If there is one common thread that connects President-elect Donald Trump’s foreign-policy appointments, it is the belief that the United States is engaged in a civilizational war against “radical Islamic terrorism.” Indeed, while Trump himself—with his ambivalence towards books—may not even know it, the incoming administration seems to have fully embraced the ideas of Samuel Huntington, not only on the clash of civilizations, but on American decline, the idea of a West encircled by enemies, and even on immigration.
Throughout the campaign, Trump and his surrogates often used rhetoric that suggests an imminent clash of civilizations. Gone is the Obama administration’s focus on more generic “violent extremism,” replaced by a specific focus on Islamist terrorist groups. As Politico noted last month, Steve Bannon, Trump’s new chief strategist, has argued that the West is in “the very beginning stages of a brutal and bloody conflict . . . against jihadist Islamic fascism,” while KT McFarland, his new deputy national security advisor, has argued that we are engaged in a “long war” against radical Islam. Key figures in the new administration have also been worryingly equivocal about whether they see Islam itself—as opposed to violent jihadi groups—as a threat.
But the links to Huntington’s ideas go deeper than mere acceptance of his clash-of-civilizations thesis. After all, Huntington posited not only conflict between civilizational groupings, but also the idea that post–Cold War Western dominance was likely to lead to conflict between the West and “the Rest.” This idea has been explicitly endorsed by Trump’s designee for National Security Advisor, Michael Flynn, whose views are likely to shape policy in the new administration. In his recently published book, Flynn and his coauthor posit the existence of an anti-Western alliance, which ties together terrorist groups like Al Qaeda, Hezbollah and ISIS with states including China, Russia, Syria, Iran and Venezuela.
Read the rest at the National Interest.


ABOUT THIS TASK —
Output word for word the lines from the one with "Locate an element" to the final line of the data, both ends included, but skip the pictures.

Stored records:
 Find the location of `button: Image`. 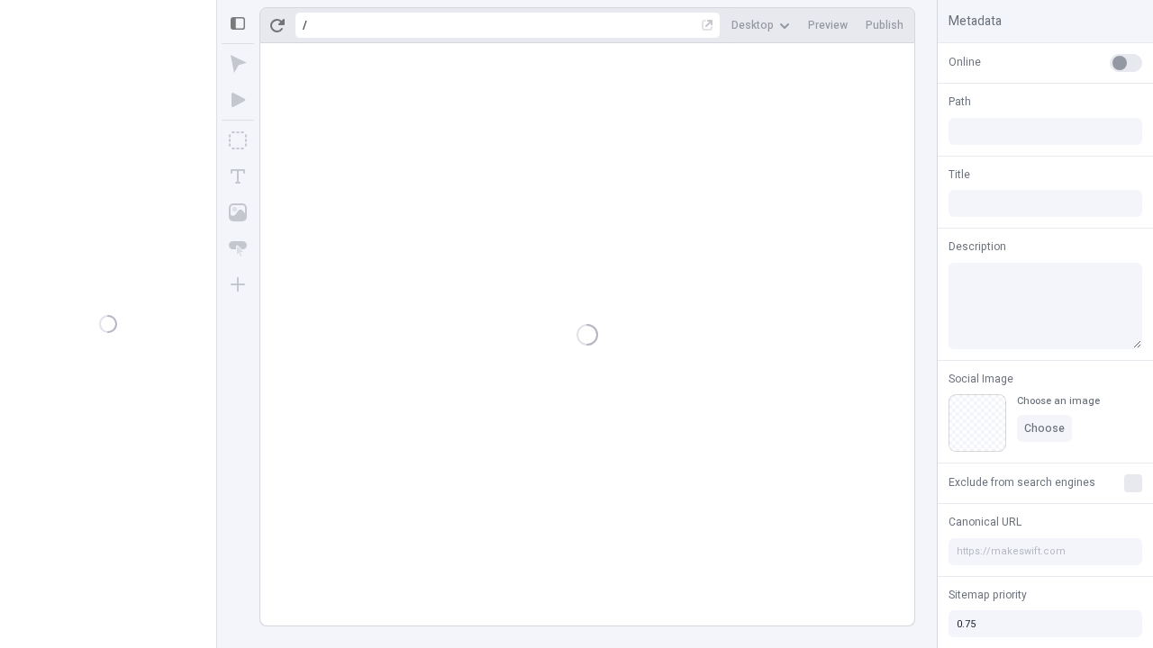

button: Image is located at coordinates (238, 213).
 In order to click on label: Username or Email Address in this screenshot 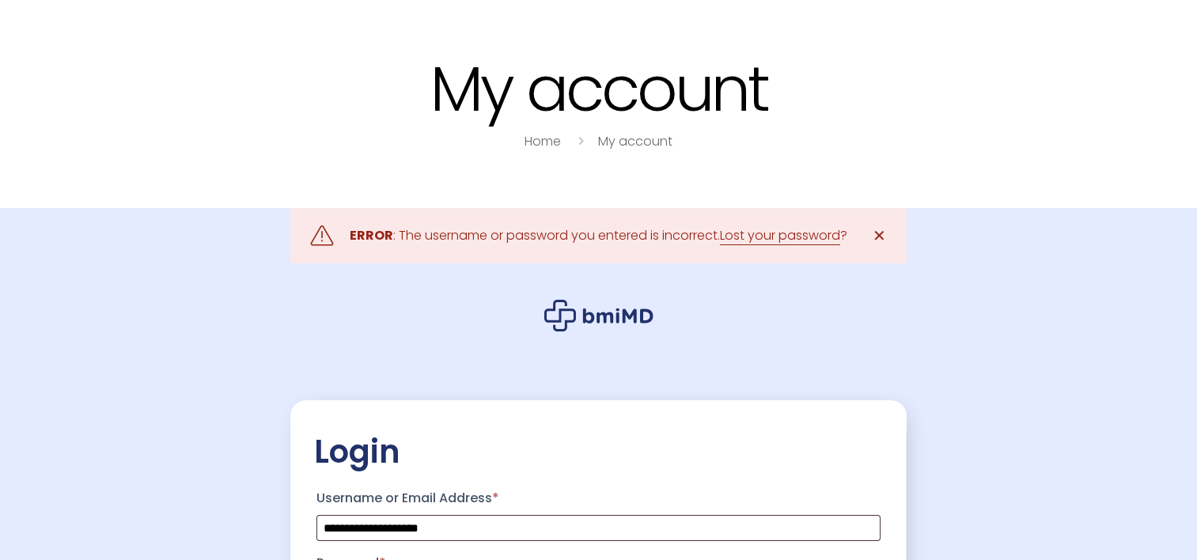, I will do `click(598, 498)`.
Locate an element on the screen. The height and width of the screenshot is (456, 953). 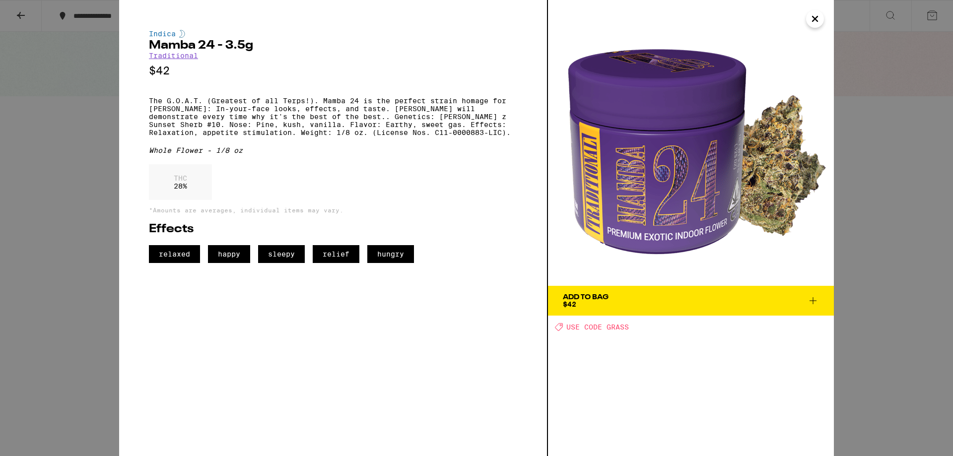
span: relief is located at coordinates (336, 254).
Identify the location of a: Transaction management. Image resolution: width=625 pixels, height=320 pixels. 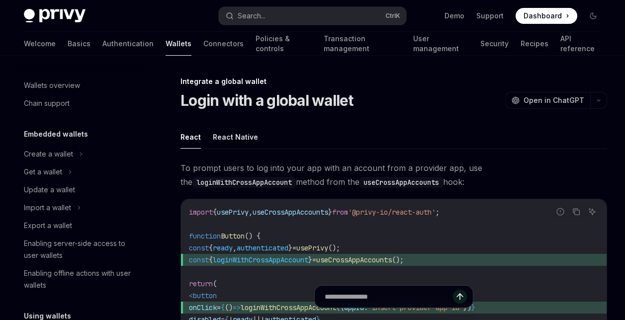
(363, 44).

SOLUTION —
Locate an element on the screen. The height and width of the screenshot is (456, 953). 
span: relief is located at coordinates (336, 254).
Identify the location of a: Transaction management. Image resolution: width=625 pixels, height=320 pixels. 
(363, 44).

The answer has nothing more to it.